Here’s another stairs-and-paths walk from Charles Fleming’s Secret Stairs East Bay, one that he calls “Claremont: The Uplands” but I will call the Berkeley panhandle. It feature’s Berkeley’s share of the Piedmont block of Franciscan melange. Here’s the route map, showing the locations of the photos.
The terrain consists of steep-sided hills, naturally, which is why there are stairways. On the south they overlook the flat-floored valley of Temescal Creek; on the west is Harwood or Claremont Creek, and on the east is the eroded swale along the Hayward fault, the approximate location of which I’ve marked with the big dashed line.
This time I’ll throw in the geology too, since the panhandle is faded out in my master Oakland geology map.
KJfm is Cretaceous-Jurassic (age) Franciscan melange; the red blobs are notable chert outcrops, and I assume the teeny blue one is serpentinite. The gold is alluvial fan material. The curving black dashed line is the inferred fault at the edge of the Piedmont block with the teeth on the upthrown side. OK!
The gates of The Uplands were designed by John Galen Howard of local chert. Berkeley’s architects at the turn of the last century were enamored of the local rocks.
Eucalyptus Road winds around the rim of a promontory, and down at its tip is a big chert knocker, the one on the map.
But the area is also full of landscaping and building stone. The basalt of this home may have come from the Sibley quarry, but there are other sources of stone like this too.
Some of the nondescript melange crops out at the foot of South Crossways/the head of Roslyn Court; take a look around when you’re there.
A more extensive exposure appears where you enter Roanoke Road. Melange is mostly sandstone or shale that vegetation tends to like, so you don’t see it much.
Now we go way up on the ridge, Berekeley’s counterpart to the highlands of uppermost Broadway Terrace. It’s much smaller, greener, and more exclusive, probably a lot like the Oakland neighborhood looked like before the fire. This structure, Fleming points out, is brick from the brickworks at Port Costa, including the decorative clinker bricks. I love this stuff.
Do look around, not just downward and outward but upward.
The walk leads off the ridge and down to Claremont/Harwood Creek, on its way from Claremont Canyon to join Temescal Creek under the freeway near the BART station.
It’s a privilege to have living water in a neighborhood. Last comes this baroque grotto/pool thing in a front yard that was assembled of serpentine chunks much like Elks Peak.
Remember, all this is in addition to some grand and gracious homes surrounded by luscious landscaping. Those are Fleming’s main focus; my thing about rocks and stuff is a mere ancillary obsession.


TRY IT. Across the listing, the lines that include "color" must be tallied and reported as a bare number.
-- THE RECORDS follows --
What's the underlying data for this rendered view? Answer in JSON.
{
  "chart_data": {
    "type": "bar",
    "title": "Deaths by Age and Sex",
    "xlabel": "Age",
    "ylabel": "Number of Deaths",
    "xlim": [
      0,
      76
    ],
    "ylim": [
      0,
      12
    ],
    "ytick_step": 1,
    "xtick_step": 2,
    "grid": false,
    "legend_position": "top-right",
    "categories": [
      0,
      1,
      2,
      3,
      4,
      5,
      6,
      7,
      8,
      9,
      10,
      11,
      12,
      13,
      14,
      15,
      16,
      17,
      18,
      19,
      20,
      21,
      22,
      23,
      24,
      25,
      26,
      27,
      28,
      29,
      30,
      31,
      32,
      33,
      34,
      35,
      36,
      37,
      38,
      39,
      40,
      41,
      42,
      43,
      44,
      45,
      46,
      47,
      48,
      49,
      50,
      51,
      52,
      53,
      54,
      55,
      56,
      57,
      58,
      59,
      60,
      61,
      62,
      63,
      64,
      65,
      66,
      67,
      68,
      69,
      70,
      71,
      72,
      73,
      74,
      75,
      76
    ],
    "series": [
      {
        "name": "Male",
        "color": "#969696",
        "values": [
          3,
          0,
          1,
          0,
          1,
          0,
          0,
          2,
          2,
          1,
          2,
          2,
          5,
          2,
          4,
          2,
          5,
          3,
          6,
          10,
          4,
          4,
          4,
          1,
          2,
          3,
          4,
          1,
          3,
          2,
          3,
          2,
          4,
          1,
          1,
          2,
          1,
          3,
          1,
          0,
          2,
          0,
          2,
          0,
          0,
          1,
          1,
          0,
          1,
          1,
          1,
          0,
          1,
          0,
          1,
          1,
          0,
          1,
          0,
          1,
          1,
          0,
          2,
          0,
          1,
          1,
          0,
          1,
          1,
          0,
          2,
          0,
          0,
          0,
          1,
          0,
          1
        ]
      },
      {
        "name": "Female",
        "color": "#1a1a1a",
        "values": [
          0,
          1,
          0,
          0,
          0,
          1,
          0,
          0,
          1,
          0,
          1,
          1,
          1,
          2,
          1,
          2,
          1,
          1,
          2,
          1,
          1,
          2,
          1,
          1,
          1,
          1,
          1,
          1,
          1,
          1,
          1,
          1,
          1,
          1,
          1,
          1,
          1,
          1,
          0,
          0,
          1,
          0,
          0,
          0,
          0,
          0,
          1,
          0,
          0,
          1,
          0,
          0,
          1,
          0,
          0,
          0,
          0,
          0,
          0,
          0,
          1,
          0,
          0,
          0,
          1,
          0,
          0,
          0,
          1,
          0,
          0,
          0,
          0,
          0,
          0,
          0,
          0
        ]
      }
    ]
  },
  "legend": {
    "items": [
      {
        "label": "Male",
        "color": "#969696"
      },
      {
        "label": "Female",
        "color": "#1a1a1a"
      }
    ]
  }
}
-- THE RECORDS concluded --
TASK OUTPUT. 4